Could you give back the listing below exactly, every line included?
+++ EXTRACTED INFORMATION
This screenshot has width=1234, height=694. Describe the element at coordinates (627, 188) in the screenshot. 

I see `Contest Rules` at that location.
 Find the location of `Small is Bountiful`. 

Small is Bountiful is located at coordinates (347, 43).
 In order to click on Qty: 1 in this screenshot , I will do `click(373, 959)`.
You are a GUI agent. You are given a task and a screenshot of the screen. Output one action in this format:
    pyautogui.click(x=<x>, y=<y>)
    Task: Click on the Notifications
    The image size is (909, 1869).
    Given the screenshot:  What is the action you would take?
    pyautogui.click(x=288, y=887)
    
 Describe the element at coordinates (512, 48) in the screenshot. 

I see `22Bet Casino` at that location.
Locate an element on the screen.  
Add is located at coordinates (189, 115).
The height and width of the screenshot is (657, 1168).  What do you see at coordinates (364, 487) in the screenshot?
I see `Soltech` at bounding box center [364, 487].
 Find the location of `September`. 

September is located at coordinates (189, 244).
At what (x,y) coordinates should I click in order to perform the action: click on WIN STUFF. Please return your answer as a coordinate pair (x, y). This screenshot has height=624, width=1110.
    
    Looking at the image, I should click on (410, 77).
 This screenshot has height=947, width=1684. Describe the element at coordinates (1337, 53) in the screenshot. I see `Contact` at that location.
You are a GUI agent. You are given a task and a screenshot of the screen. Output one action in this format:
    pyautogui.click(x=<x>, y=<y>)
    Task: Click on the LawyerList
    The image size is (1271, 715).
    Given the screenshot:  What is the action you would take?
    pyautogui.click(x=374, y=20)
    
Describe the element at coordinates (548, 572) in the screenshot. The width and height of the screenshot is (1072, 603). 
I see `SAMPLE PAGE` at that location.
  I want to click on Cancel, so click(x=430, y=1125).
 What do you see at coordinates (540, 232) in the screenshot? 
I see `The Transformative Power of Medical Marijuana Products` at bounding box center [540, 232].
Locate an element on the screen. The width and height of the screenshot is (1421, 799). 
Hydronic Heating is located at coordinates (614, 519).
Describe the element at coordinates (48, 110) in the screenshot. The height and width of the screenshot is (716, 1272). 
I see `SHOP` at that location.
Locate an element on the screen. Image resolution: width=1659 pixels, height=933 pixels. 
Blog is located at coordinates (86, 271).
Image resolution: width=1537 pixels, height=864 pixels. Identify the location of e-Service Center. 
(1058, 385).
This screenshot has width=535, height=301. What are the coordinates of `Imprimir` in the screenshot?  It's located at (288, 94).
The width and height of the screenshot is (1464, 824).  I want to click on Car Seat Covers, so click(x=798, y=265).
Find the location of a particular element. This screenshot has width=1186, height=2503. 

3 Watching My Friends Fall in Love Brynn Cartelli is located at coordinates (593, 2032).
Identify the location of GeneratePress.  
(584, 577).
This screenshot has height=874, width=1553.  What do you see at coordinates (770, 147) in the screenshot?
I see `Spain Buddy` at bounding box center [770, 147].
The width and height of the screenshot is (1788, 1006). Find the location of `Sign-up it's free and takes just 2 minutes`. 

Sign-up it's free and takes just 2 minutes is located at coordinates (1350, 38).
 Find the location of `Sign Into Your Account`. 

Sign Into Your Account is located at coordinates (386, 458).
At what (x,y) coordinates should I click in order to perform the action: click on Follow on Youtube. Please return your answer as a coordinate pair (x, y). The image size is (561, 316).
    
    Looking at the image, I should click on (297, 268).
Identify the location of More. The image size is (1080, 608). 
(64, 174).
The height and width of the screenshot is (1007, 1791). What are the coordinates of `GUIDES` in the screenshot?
++++++
• [EXERCISE ANSWER]:
This screenshot has width=1234, height=694. Describe the element at coordinates (627, 188) in the screenshot. 

I see `Contest Rules` at that location.
 Find the location of `Small is Bountiful`. 

Small is Bountiful is located at coordinates (347, 43).
 In order to click on Qty: 1 in this screenshot , I will do `click(373, 959)`.
You are a GUI agent. You are given a task and a screenshot of the screen. Output one action in this format:
    pyautogui.click(x=<x>, y=<y>)
    Task: Click on the Notifications
    The image size is (909, 1869).
    Given the screenshot:  What is the action you would take?
    pyautogui.click(x=288, y=887)
    
 Describe the element at coordinates (512, 48) in the screenshot. 

I see `22Bet Casino` at that location.
Locate an element on the screen.  
Add is located at coordinates (189, 115).
The height and width of the screenshot is (657, 1168).  What do you see at coordinates (364, 487) in the screenshot?
I see `Soltech` at bounding box center [364, 487].
 Find the location of `September`. 

September is located at coordinates (189, 244).
At what (x,y) coordinates should I click in order to perform the action: click on WIN STUFF. Please return your answer as a coordinate pair (x, y). This screenshot has height=624, width=1110.
    
    Looking at the image, I should click on (410, 77).
 This screenshot has height=947, width=1684. Describe the element at coordinates (1337, 53) in the screenshot. I see `Contact` at that location.
You are a GUI agent. You are given a task and a screenshot of the screen. Output one action in this format:
    pyautogui.click(x=<x>, y=<y>)
    Task: Click on the LawyerList
    The image size is (1271, 715).
    Given the screenshot:  What is the action you would take?
    pyautogui.click(x=374, y=20)
    
Describe the element at coordinates (548, 572) in the screenshot. The width and height of the screenshot is (1072, 603). 
I see `SAMPLE PAGE` at that location.
  I want to click on Cancel, so click(x=430, y=1125).
 What do you see at coordinates (540, 232) in the screenshot? 
I see `The Transformative Power of Medical Marijuana Products` at bounding box center [540, 232].
Locate an element on the screen. The width and height of the screenshot is (1421, 799). 
Hydronic Heating is located at coordinates (614, 519).
Describe the element at coordinates (48, 110) in the screenshot. The height and width of the screenshot is (716, 1272). 
I see `SHOP` at that location.
Locate an element on the screen. Image resolution: width=1659 pixels, height=933 pixels. 
Blog is located at coordinates (86, 271).
Image resolution: width=1537 pixels, height=864 pixels. Identify the location of e-Service Center. 
(1058, 385).
This screenshot has width=535, height=301. What are the coordinates of `Imprimir` in the screenshot?  It's located at (288, 94).
The width and height of the screenshot is (1464, 824).  I want to click on Car Seat Covers, so click(x=798, y=265).
Find the location of a particular element. This screenshot has width=1186, height=2503. 

3 Watching My Friends Fall in Love Brynn Cartelli is located at coordinates (593, 2032).
Identify the location of GeneratePress.  
(584, 577).
This screenshot has height=874, width=1553.  What do you see at coordinates (770, 147) in the screenshot?
I see `Spain Buddy` at bounding box center [770, 147].
The width and height of the screenshot is (1788, 1006). Find the location of `Sign-up it's free and takes just 2 minutes`. 

Sign-up it's free and takes just 2 minutes is located at coordinates (1350, 38).
 Find the location of `Sign Into Your Account`. 

Sign Into Your Account is located at coordinates (386, 458).
At what (x,y) coordinates should I click in order to perform the action: click on Follow on Youtube. Please return your answer as a coordinate pair (x, y). The image size is (561, 316).
    
    Looking at the image, I should click on (297, 268).
Identify the location of More. The image size is (1080, 608). 
(64, 174).
The height and width of the screenshot is (1007, 1791). What are the coordinates of `GUIDES` in the screenshot?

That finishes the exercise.